Hearn definitely left Martinique in 1889, bound for America; having completed the task he had undertaken to do. Much as he loved the lazy, easy tropical life, "the perfumed peace of enormous azured noons, and the silent flickering of fire-flies through the lukewarm distance, the turquoise sky and the beautiful brown women," he began, before the end of his stay, to acknowledge that the resources of intellectual life were lacking; no libraries, no books in any language; a mind accustomed to discipline became, he said, like a garden long uncultivated, in which rare flowers returned to their primitive savage forms, smothered by rank, tough growths, which ought to be pulled up and thrown away.
"Nature does not allow serious study or earnest work, and if you revolt against her, she leaves you helpless and tortured for months. One must not seek the Holy Ghost, the world is young here,--not old and wise and grey as in the North.... The material furnished by the tropics could only," he said, "be utilised in a Northern atmosphere...." The climate numbed mental life, and the inspiration he hoped for wouldn't come.
During his stay in New York, while preparing "Youma" (a story written in the West Indies) for press and going over the proofs of "Chita" before its appearance in book form, he seems to have been in a pitiable state of dest.i.tution, obliged to make a translation of Anatole France's "Le Crime de Sylvestre Bonnard" to keep bread in his mouth.

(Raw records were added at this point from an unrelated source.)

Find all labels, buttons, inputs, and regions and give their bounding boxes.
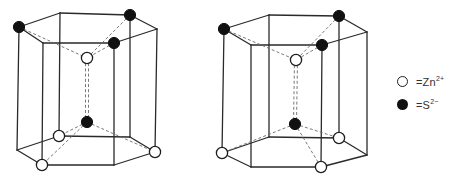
zn-ion-open-circle-icon [216, 147, 227, 158]
s-ion-filled-circle-icon [333, 10, 344, 21]
top-edge [114, 29, 157, 43]
top-edge [269, 15, 339, 16]
s-ion-filled-circle-icon [316, 39, 327, 50]
bond-line [42, 122, 87, 165]
s-ion-filled-circle-icon [108, 37, 119, 48]
zn-ion-open-circle-icon [315, 161, 326, 172]
bottom-edge [17, 136, 59, 150]
legend-item-s: =S2− [393, 93, 460, 116]
bottom-edge [222, 137, 269, 153]
s-ion-filled-circle-icon [81, 116, 92, 127]
s-ion-filled-circle-icon [13, 21, 24, 32]
bottom-edge [59, 136, 130, 137]
filled-circle-icon [397, 99, 408, 110]
vertical-edge [42, 43, 43, 165]
s-ion-filled-circle-icon [289, 118, 300, 129]
top-edge [60, 13, 130, 15]
vertical-edge [59, 13, 60, 136]
zn-ion-open-circle-icon [36, 159, 47, 170]
bond-line [297, 60, 298, 124]
open-circle-icon [397, 76, 408, 87]
legend-label-s: =S2− [416, 98, 439, 111]
bond-line [295, 124, 339, 138]
bottom-edge [321, 155, 367, 167]
top-edge [19, 13, 60, 27]
bond-line [294, 60, 295, 124]
bottom-edge [269, 137, 339, 138]
top-edge [322, 32, 367, 45]
prism-right [216, 10, 367, 172]
atoms [13, 9, 160, 170]
top-edge [224, 15, 269, 29]
zn-ion-open-circle-icon [290, 54, 301, 65]
legend-label-zn: =Zn2+ [416, 75, 444, 88]
wurtzite-unit-cell-diagram [0, 0, 460, 181]
zn-ion-open-circle-icon [149, 146, 160, 157]
legend-item-zn: =Zn2+ [393, 70, 460, 93]
zn-ion-open-circle-icon [333, 132, 344, 143]
s-ion-filled-circle-icon [218, 23, 229, 34]
legend: =Zn2+ =S2− [393, 70, 460, 116]
vertical-edge [321, 45, 322, 167]
bond-line [87, 15, 130, 58]
bond-line [295, 124, 321, 167]
bond-line [296, 16, 339, 60]
s-ion-filled-circle-icon [124, 9, 135, 20]
vertical-edge [17, 27, 19, 150]
zn-ion-open-circle-icon [81, 52, 92, 63]
vertical-edge [155, 29, 157, 152]
bottom-edge [114, 152, 155, 165]
prism-left [13, 9, 160, 170]
zn-ion-open-circle-icon [53, 130, 64, 141]
vertical-edge [222, 29, 224, 153]
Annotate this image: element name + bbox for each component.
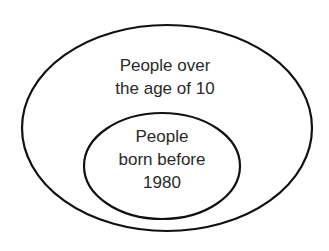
outer-label-line: the age of 10: [90, 77, 240, 100]
inner-label-line: born before: [92, 148, 232, 171]
inner-set-label: People born before 1980: [92, 125, 232, 194]
inner-label-line: People: [92, 125, 232, 148]
inner-label-line: 1980: [92, 171, 232, 194]
outer-label-line: People over: [90, 54, 240, 77]
venn-diagram: People over the age of 10 People born be…: [0, 0, 329, 251]
outer-set-label: People over the age of 10: [90, 54, 240, 100]
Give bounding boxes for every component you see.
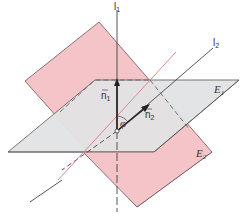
label-l2: l2 — [213, 37, 219, 49]
plane-e2-front — [83, 152, 212, 207]
label-l1: l1 — [114, 1, 120, 13]
line-l2-front — [30, 180, 62, 202]
label-angle-phi: φ — [120, 117, 126, 129]
origin-point — [115, 129, 119, 133]
planes-angle-diagram: l1 l2 n1 n2 φ E1 E2 — [0, 0, 244, 220]
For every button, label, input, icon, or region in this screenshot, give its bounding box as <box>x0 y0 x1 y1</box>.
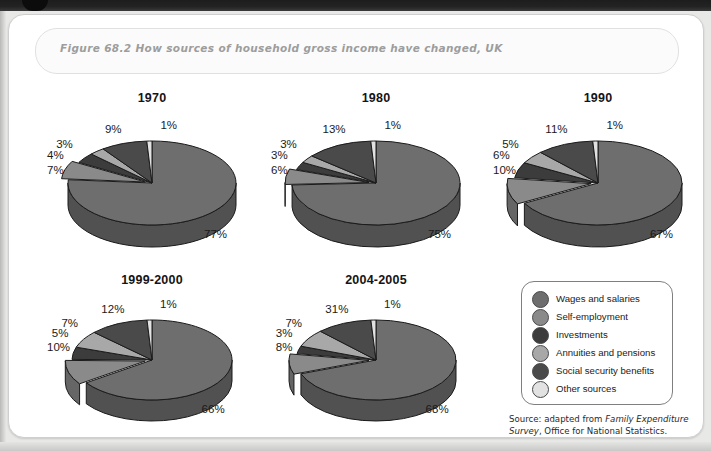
legend-item-label: Social security benefits <box>556 363 654 378</box>
scan-page-left-edge <box>0 11 7 451</box>
legend-swatch-icon <box>532 309 549 326</box>
pie-slice-label: 3% <box>47 138 73 150</box>
legend-item[interactable]: Wages and salaries <box>532 290 668 307</box>
pie-chart: 199067%10%6%5%11%1% <box>493 91 703 271</box>
legend-swatch-icon <box>532 363 549 380</box>
pie-slice-label: 1% <box>160 298 177 310</box>
figure-caption: Figure 68.2 How sources of household gro… <box>60 42 503 54</box>
pie-slice-label: 31% <box>271 303 348 315</box>
pie-slice-label: 3% <box>271 149 287 161</box>
pie-slice-label: 10% <box>493 164 509 176</box>
pie-slice-label: 13% <box>271 123 346 135</box>
pie-chart-title: 1980 <box>271 91 481 105</box>
source-note: Source: adapted from Family Expenditure … <box>509 413 704 437</box>
pie-slice-label: 77% <box>204 228 227 240</box>
chart-legend: Wages and salariesSelf-employmentInvestm… <box>521 281 673 405</box>
pie-slice-label: 5% <box>493 138 519 150</box>
pie-chart: 1999-200066%10%5%7%12%1% <box>47 273 257 438</box>
pie-slice-label: 12% <box>47 303 124 315</box>
pie-slice-label: 11% <box>493 123 568 135</box>
legend-item-label: Wages and salaries <box>556 291 640 306</box>
legend-item-label: Annuities and pensions <box>556 345 655 360</box>
legend-swatch-icon <box>532 381 549 398</box>
pie-slice-label: 1% <box>384 298 401 310</box>
pie-slice-label: 1% <box>384 119 401 131</box>
pie-chart-title: 1970 <box>47 91 257 105</box>
pie-slice-label: 7% <box>47 164 63 176</box>
legend-swatch-icon <box>532 291 549 308</box>
pie-slice-label: 8% <box>271 341 292 353</box>
legend-item-label: Investments <box>556 327 608 342</box>
figure-panel: Figure 68.2 How sources of household gro… <box>8 14 704 438</box>
pie-slice-label: 68% <box>426 403 449 415</box>
pie-slice-label: 66% <box>202 403 225 415</box>
pie-chart: 197077%7%4%3%9%1% <box>47 91 257 271</box>
legend-item[interactable]: Annuities and pensions <box>532 344 668 361</box>
pie-slice-label: 75% <box>428 228 451 240</box>
pie-chart-title: 2004-2005 <box>271 273 481 287</box>
pie-slice-label: 3% <box>271 138 297 150</box>
figure-caption-pill: Figure 68.2 How sources of household gro… <box>35 28 679 74</box>
pie-chart-title: 1990 <box>493 91 703 105</box>
scan-top-band <box>0 0 711 11</box>
legend-item[interactable]: Other sources <box>532 380 668 397</box>
legend-item[interactable]: Investments <box>532 326 668 343</box>
legend-item[interactable]: Social security benefits <box>532 362 668 379</box>
pie-slice-label: 6% <box>493 149 509 161</box>
pie-slice-label: 1% <box>160 119 177 131</box>
pie-slice-label: 7% <box>271 317 302 329</box>
scan-page-bottom-edge <box>0 442 711 451</box>
pie-slice-label: 6% <box>271 164 287 176</box>
pie-chart-title: 1999-2000 <box>47 273 257 287</box>
source-prefix: Source: adapted from <box>509 414 605 424</box>
pie-chart: 198075%6%3%3%13%1% <box>271 91 481 271</box>
legend-swatch-icon <box>532 345 549 362</box>
legend-item-label: Other sources <box>556 381 616 396</box>
pie-slice-label: 67% <box>650 228 673 240</box>
legend-swatch-icon <box>532 327 549 344</box>
legend-item[interactable]: Self-employment <box>532 308 668 325</box>
pie-slice-label: 10% <box>47 341 68 353</box>
pie-slice-label: 1% <box>606 119 623 131</box>
pie-slice-label: 7% <box>47 317 78 329</box>
legend-item-label: Self-employment <box>556 309 628 324</box>
pie-chart: 2004-200568%8%3%7%31%1% <box>271 273 481 438</box>
pie-slice-label: 4% <box>47 149 63 161</box>
pie-slice-label: 9% <box>47 123 122 135</box>
source-suffix: , Office for National Statistics. <box>539 426 667 436</box>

"So you read my translation of 'Sylvestre Bonnard?'" he says to his sister, writing from j.a.pan. "I made it in two weeks, the Publishers paying me only $100. Of course the translation was too quickly done to be very good. I could not have written it all in the prescribed time, so a typewriter was hired for me. She was a pretty girl and I almost fell in love with her."
In 1889, Hearn made that ill-advised visit to Philadelphia, to Dr.
George Milbury Gould. He had only known this gentleman hitherto through an interchange of letters. Gould had written to him at New Orleans, expressing delight with some of Hearn's translations from the French, upon which Hearn, in his usual impulsive way rushed into a correspondence. This was in April, 1887. Gould had written several pamphlets on the subject of myopia and defective sight, these he sent to Hearn, and Hearn had responded, touching, as usual, on every sort of philosophical and literary subject. When he returned to the United States, after his two years in the French West Indies, he thought he would like to consult Gould on the subject of his eyesight. He therefore wrote, suggesting that if a quiet room could be found for him in Philadelphia he would try his luck there.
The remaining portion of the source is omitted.